Thursday, March 17, 2011

Won't be fooled again.....

Over at the Volokh Conspiracy, David Kopel, staunch and valiant defender of freedom, is celebrating the decision by the United Nations to authorize limited intervention in Libya. In an updated to one of his posts (click here to read the post in its entirety), Mr. Kopel says:

Wall Street Journal reports that Egyptian army is shipping arms to the Libyan “rebels.” Which is to say, to the legitimate government of Libya. As the Declaration of Independence affirms, the only legitimate governments are those founded on the consent of the governed. Accordingly, the Gaddafi gang was never a legitimate government, merely a large gang of criminals who controlled a big territory. The French government’s diplomatic recognition of the legitimate Libyan government reflects this fact. @liamstack reports that France says it will be ready within hours to fly over Libya. @lilianwagdy says that Libyans in France are chanting “Zanga Zanga, Dar Dar, We will get you Muamar!” Vive la France! Vive Sarkozy! Vive les droits de l’homme!
Now, I'll admit that Qadaffi probably doesn't have the consent of the governed, or at least a significant portion of the governed, to claim legitimacy, and maybe he never did. Maybe the rebels are part of a grand humanitarian plan a la "droits de l'homme" (an unfortunate allusion....look at how that revolution turned out), but surely we--by which I mean myself and Mr. Kopel, although not necessarily someone with a deeper knowledge of North Africa--don't know that the rebels have the consent of enough of the governed, or that they will not fall apart in factions, or that they will not go on murderous rampages.

Who knows where this will lead. If I've learned anything from studying history, it's that it's almost impossible to learn from history: the guns of August were not Munich was not Vietnam was not Gulf War I was not Gulf War II is not Libya. And who knows, maybe if the American empire should last for another 30 years, people will look back and still say "this was one of its better hours."

For some reason, I keep thinking of a passage from the novel Catch-22 (and I quote almost verbatim):
Colonel Cathcart had courage. He was never afraid to volunteer his men for any assignment.
For what it's worth, I am not a pacifist--I'm not even a "functional pacifist"--but before we start polishing off our dusty copies of the Declaration of Independence and Declaration of the Rights of Man and the Citizen, maybe we should realize that war, even if it's for the best and engaged in to prevent even greater evils than may already be happening, comes at the cost of suffering and the cost of being the ones to inflict suffering.

There are none righteous, no, not one. There's only us, and we're all too human.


> _REQUIREMENT_:
The expected output is the line holding "Give bounding boxes" plus every line after it through the end of the listing, copied exactly.

*-*-*

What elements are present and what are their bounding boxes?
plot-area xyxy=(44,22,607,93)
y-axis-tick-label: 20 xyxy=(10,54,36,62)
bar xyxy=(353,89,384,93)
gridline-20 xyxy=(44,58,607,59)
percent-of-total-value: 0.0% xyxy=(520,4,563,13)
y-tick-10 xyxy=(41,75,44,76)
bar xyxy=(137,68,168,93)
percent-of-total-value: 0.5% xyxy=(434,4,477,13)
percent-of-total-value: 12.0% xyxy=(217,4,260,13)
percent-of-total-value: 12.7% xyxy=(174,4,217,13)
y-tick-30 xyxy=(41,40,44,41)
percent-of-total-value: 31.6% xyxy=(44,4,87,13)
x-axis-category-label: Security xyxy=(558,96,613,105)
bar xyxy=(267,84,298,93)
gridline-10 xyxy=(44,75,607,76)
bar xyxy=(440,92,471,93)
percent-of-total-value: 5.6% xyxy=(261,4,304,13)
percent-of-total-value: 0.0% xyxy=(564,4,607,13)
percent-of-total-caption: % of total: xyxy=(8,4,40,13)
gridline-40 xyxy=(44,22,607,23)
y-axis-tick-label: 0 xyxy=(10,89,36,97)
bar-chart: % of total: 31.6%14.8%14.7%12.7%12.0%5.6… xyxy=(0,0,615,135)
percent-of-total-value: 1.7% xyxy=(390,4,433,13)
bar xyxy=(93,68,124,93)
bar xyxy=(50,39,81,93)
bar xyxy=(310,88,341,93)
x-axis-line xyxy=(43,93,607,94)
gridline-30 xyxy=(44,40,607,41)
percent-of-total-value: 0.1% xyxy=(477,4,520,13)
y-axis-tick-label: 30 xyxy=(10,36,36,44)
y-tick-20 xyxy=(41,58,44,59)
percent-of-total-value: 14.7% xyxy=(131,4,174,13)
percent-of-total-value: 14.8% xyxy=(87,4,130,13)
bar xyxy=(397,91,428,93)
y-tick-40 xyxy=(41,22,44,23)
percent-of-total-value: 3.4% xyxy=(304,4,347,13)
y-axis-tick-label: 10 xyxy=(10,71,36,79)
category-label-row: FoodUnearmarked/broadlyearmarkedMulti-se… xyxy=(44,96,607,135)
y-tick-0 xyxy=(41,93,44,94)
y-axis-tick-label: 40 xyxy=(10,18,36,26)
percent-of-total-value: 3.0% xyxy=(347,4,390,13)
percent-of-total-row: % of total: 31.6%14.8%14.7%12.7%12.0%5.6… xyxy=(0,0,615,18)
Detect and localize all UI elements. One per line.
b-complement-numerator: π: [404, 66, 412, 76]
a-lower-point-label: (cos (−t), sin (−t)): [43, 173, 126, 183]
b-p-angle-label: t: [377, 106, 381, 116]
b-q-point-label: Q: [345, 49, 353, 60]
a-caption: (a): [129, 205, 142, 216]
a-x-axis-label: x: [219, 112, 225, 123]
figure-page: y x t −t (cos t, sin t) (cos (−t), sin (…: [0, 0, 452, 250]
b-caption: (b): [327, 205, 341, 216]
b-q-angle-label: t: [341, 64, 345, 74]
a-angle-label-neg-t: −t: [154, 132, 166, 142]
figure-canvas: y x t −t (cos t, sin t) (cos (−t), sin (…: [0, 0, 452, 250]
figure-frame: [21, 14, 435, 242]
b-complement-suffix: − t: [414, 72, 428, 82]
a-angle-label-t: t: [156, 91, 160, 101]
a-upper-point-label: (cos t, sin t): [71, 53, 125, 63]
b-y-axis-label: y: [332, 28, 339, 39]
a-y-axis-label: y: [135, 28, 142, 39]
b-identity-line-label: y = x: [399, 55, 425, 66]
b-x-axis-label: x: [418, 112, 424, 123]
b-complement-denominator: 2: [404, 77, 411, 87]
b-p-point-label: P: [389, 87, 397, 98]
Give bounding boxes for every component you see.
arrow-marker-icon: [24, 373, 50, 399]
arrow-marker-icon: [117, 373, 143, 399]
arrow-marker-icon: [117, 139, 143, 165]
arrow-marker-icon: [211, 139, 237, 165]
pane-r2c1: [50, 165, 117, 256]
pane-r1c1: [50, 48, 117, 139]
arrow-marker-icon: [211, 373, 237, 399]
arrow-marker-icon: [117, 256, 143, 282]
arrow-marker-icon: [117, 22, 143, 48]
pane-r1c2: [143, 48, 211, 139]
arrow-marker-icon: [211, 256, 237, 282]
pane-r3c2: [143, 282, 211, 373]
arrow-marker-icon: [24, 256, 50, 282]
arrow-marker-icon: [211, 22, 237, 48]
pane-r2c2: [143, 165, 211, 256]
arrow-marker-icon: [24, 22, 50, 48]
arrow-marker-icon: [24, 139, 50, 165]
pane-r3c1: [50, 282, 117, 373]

*-*-*

> _WRITTEN ANSWER_:
Give bounding boxes for every component you see.
arrow-marker-icon: [24, 373, 50, 399]
arrow-marker-icon: [117, 373, 143, 399]
arrow-marker-icon: [117, 139, 143, 165]
arrow-marker-icon: [211, 139, 237, 165]
pane-r2c1: [50, 165, 117, 256]
pane-r1c1: [50, 48, 117, 139]
arrow-marker-icon: [211, 373, 237, 399]
arrow-marker-icon: [117, 256, 143, 282]
arrow-marker-icon: [117, 22, 143, 48]
pane-r1c2: [143, 48, 211, 139]
arrow-marker-icon: [211, 256, 237, 282]
pane-r3c2: [143, 282, 211, 373]
arrow-marker-icon: [24, 256, 50, 282]
arrow-marker-icon: [211, 22, 237, 48]
pane-r2c2: [143, 165, 211, 256]
arrow-marker-icon: [24, 22, 50, 48]
arrow-marker-icon: [24, 139, 50, 165]
pane-r3c1: [50, 282, 117, 373]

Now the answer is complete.